Yeah I can’t find anything that looks like your bVisible setting. I looked in the details of the object and of the material.

Oh wait nevermind… it just occurred to me to check on a different mesh. The meshes I was using to block light were the box brush things. I guess those don’t have the same properties. Thanks for your help. I will just convert these box brushes or make new cubes.

Oh wait… nevermind again. The mouseover tip says it won’t cast a shadow if visibility is turned off. :frowning: Back to the drawing board.

Hi,

Can you post a screenshot of the bleeds?
Im more a visual person :stuck_out_tongue:

Cheers,
Klaus

5b0ef21135aee20dd2a25ef60a868f23a9b26f67.jpeg
Sure why not.

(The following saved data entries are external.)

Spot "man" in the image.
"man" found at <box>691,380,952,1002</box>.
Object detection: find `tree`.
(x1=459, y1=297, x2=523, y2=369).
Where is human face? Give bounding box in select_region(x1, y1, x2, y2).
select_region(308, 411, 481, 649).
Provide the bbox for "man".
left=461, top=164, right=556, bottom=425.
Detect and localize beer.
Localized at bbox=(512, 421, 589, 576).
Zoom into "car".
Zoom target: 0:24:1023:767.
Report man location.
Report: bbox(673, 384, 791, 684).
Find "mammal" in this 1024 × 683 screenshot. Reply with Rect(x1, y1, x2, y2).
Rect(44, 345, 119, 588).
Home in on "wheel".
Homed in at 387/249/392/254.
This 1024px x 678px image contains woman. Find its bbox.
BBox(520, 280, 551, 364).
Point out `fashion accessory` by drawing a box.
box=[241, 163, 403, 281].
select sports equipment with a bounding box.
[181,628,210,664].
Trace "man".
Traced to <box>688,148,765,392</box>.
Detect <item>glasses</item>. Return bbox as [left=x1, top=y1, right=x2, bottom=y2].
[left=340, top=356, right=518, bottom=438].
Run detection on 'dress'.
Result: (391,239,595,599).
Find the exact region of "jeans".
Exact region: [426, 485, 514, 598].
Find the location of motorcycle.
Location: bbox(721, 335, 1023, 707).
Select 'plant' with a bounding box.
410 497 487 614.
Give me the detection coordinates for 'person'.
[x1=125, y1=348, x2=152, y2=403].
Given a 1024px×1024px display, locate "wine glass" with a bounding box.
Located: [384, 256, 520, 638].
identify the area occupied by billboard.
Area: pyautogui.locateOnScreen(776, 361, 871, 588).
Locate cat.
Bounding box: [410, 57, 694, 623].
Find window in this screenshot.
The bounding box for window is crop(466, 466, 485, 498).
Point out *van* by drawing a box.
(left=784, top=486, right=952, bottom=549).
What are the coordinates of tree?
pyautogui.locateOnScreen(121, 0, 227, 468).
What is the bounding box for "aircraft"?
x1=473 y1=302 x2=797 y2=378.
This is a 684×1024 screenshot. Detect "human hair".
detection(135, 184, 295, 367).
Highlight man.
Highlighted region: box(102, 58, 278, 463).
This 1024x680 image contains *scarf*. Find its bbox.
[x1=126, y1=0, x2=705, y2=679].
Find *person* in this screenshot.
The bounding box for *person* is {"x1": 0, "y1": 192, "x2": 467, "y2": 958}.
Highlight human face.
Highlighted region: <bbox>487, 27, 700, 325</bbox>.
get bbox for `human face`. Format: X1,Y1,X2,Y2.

This example is a corner of the front room. Outdoor light is bleeding through the outer walls in the corners. Theoretically I could crank the hell out of the lightmap resolutions… but who wants to do that?! So my solution of staging shadow casting light blockers has been working just fine but if you get certain angles of view out the windows you can see them and that’s not ideal. In Maya I would just turn off the primary visibilty and they would affect everything I need them to and yet not actually render. I am just not sure how to achieve that in UE4.

Ok… I just tried turning off the “render in main pass” checkbox. I think it may actually be doing what I want. It seems to have cast the shadows I need and the objects appear to be invisible. Anyone else ever used this checkbox for this? Anything I am missing?

In case the current solution has some drawbacks what you could do is make these meshes a new blueprint actor that destroys or hides itself in the begin play event. This should remove all the blockers before you get a chance to see them in game.

There are two things you have to check.

For visibility > uncheck this.
Under Lighting Tab > Check box for Cast Hidden Shadow.